18/03/2010
Big Star’s September Gurls as covered by the Bangles.
I’m quite certain the first time I heard a Big Star song, it was from the lips of Susanna Hoffs. I’d heard Alex Chilton before, “The Letter,” a classic rock radio standard from his first band the Boxtops was pretty likely to get turned up by my Mom in her Chevy station wagon.
Like many other fans of music, I later “discovered” Big Star and found that many of my favorite artists, Elliot Smith, Wilco and REM to name a few were fans as well. Chilton and Bell’s material was extremely strong and not unlike the work of Dylan or Cohen, really shinned in the hands of other experts.
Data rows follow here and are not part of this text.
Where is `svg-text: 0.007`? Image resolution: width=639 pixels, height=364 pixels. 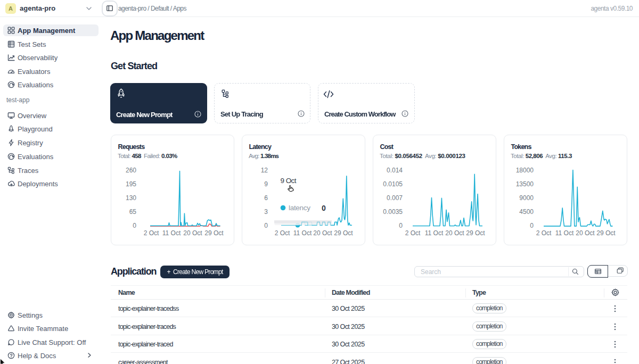
svg-text: 0.007 is located at coordinates (395, 198).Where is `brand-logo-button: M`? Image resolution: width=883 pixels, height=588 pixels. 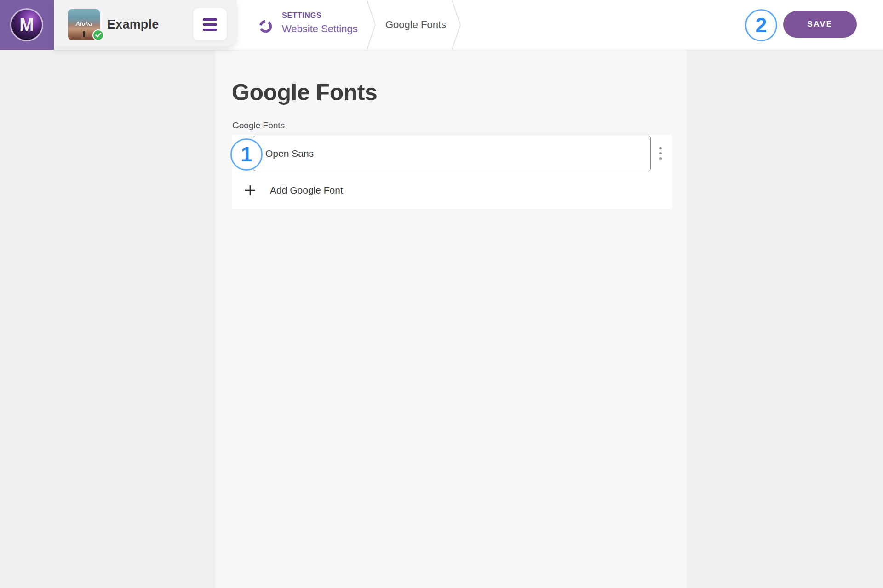
brand-logo-button: M is located at coordinates (27, 25).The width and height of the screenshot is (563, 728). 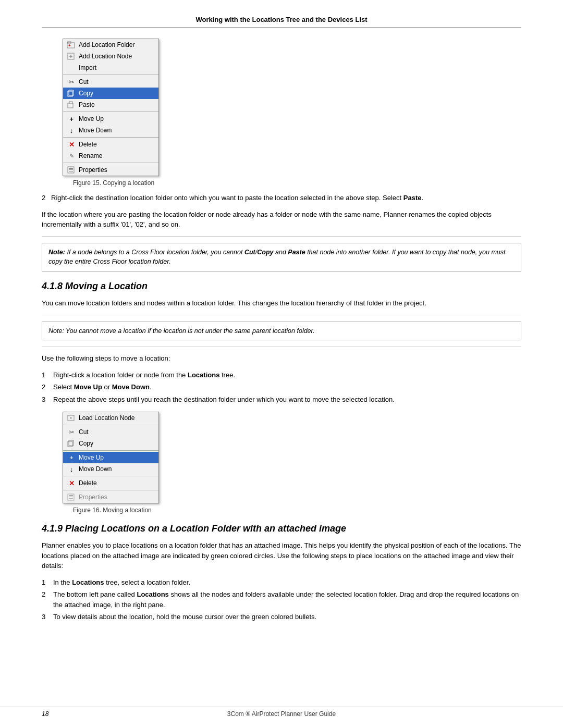 I want to click on menu-item-add-location-node: Add Location Node, so click(x=111, y=56).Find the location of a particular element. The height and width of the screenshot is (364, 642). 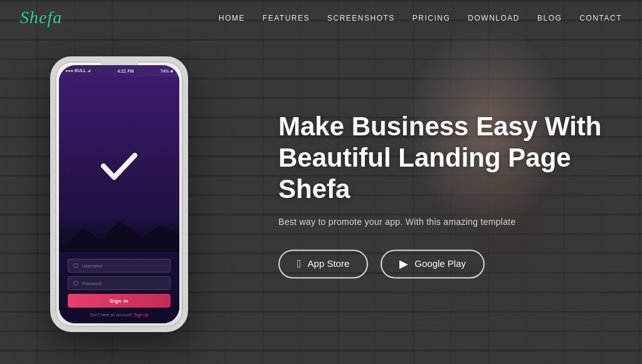

phone-signup-prompt: Don't have an account? Sign Up is located at coordinates (119, 315).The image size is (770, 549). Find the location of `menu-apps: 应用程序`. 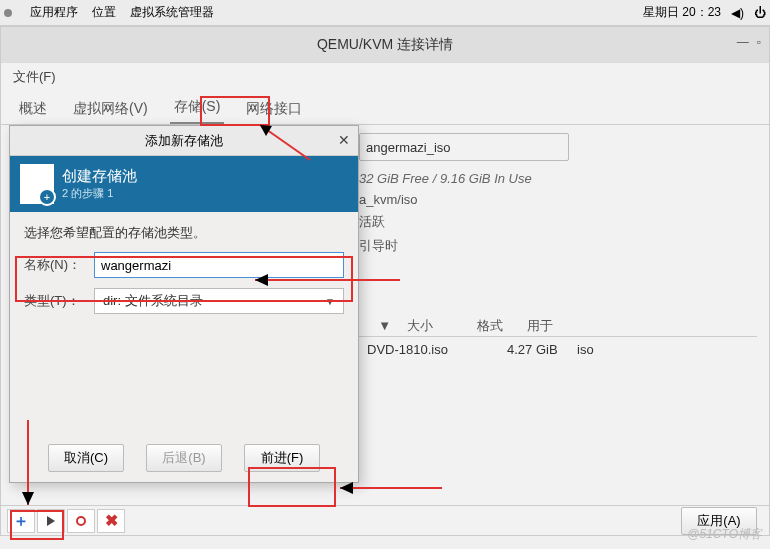

menu-apps: 应用程序 is located at coordinates (54, 12).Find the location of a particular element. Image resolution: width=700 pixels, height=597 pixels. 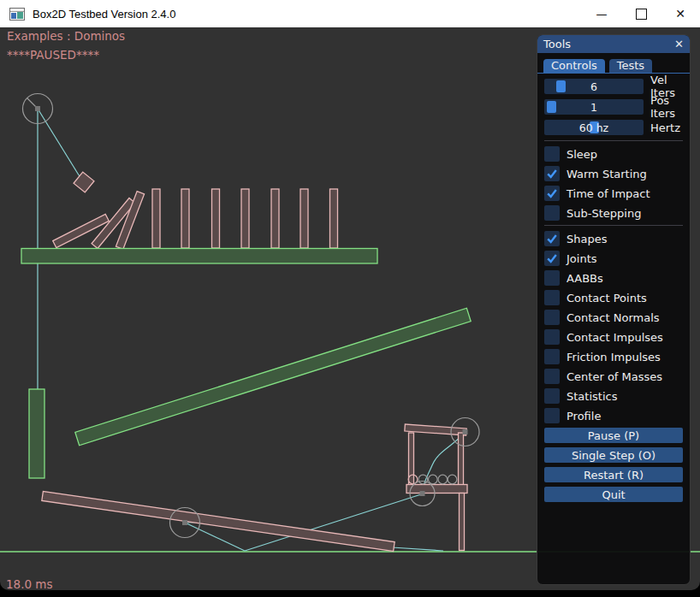

checkbox-contact-impulses is located at coordinates (552, 337).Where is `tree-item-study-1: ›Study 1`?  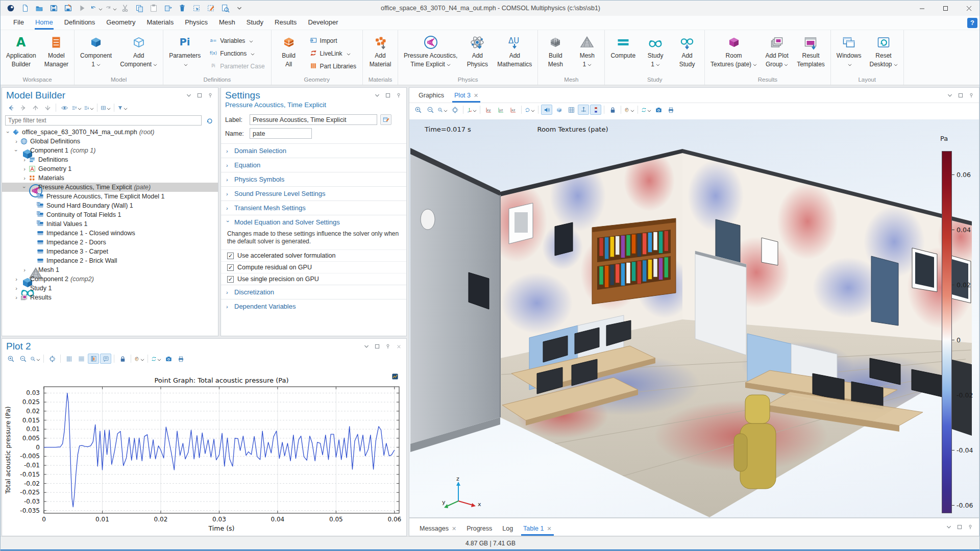
tree-item-study-1: ›Study 1 is located at coordinates (110, 288).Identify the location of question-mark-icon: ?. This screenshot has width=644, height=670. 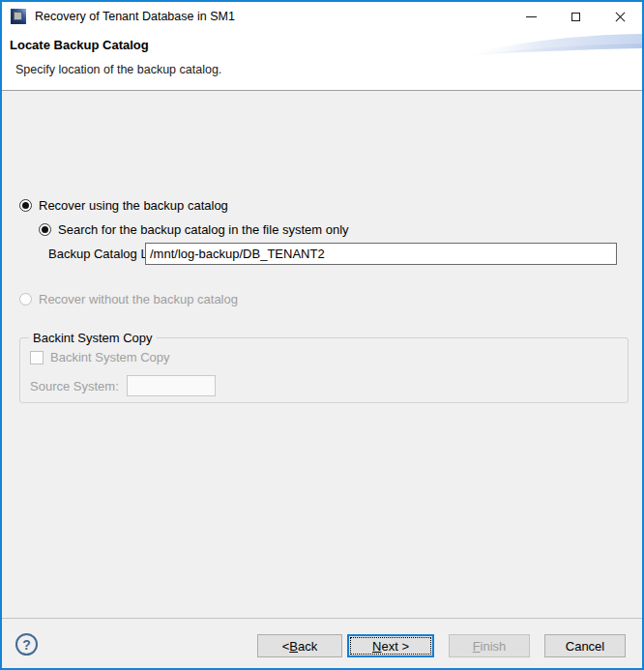
(27, 645).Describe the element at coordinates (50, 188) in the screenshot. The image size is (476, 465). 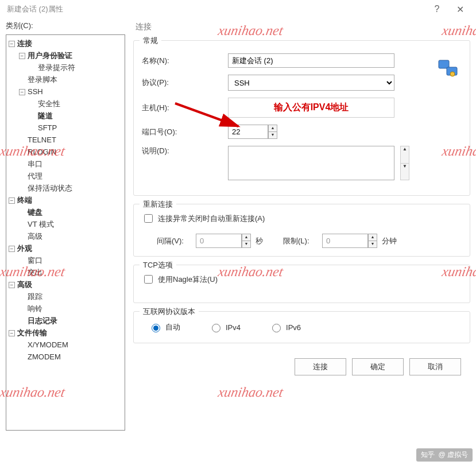
I see `tree-keepalive: 保持活动状态` at that location.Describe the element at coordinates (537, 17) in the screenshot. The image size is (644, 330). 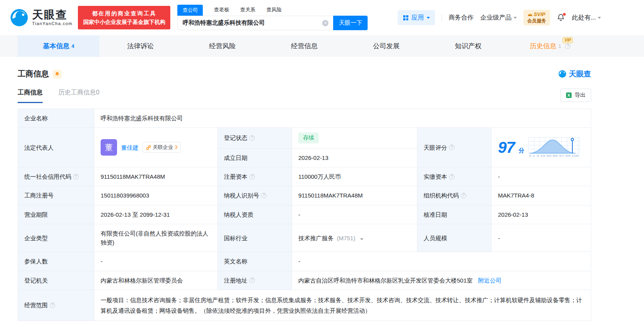
I see `svip-member-badge: SVIP 会员服务` at that location.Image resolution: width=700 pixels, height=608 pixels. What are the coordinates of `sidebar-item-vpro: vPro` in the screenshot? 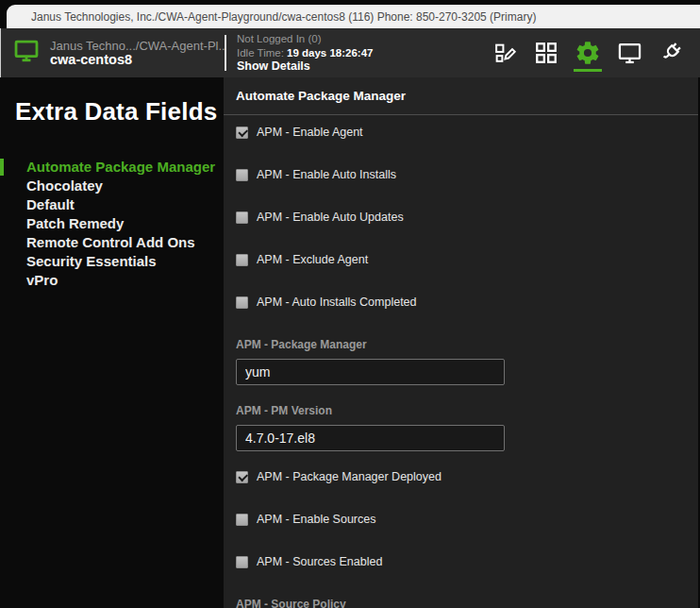 It's located at (111, 280).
It’s been said that once a song becomes a hit, it can become a hit again — I think something similar can be said of any great song — they bare repeating. I can easily listen to an album’s worth of “Thirteen” covers back to back — the same goes for most of the songs on the first two albums.
Still, I am reminded now that Alex Chilton is gone, that Big Star has been gone for close to 40 years. I know that Chilton was able to capitalize at least in a small way on the great accomplishment of his Big Star work by touring with the Poises under the original name, but in all honesty, I eventually had to admit to myself that I didn’t want “In Space” coming up on my iPod — it wasn’t bad, but I never really could connect with it like I could with “#1 Record.”
It also occurs to me that while the business of music today has many problems — getting great music to an audience isn’t one of them. Big Star is the textbook example of a band people wanted to hear, but couldn’t because they were unable to overcome the limitations of their obligations to a failing and incompetent corporation. It’s part of their myth and status as outsider heroes, but in the final analysis — I for one would like to remove the under from the appreciated line on the epitaph.
Alex Chilton, a great talent, recognized and appreciated in his time.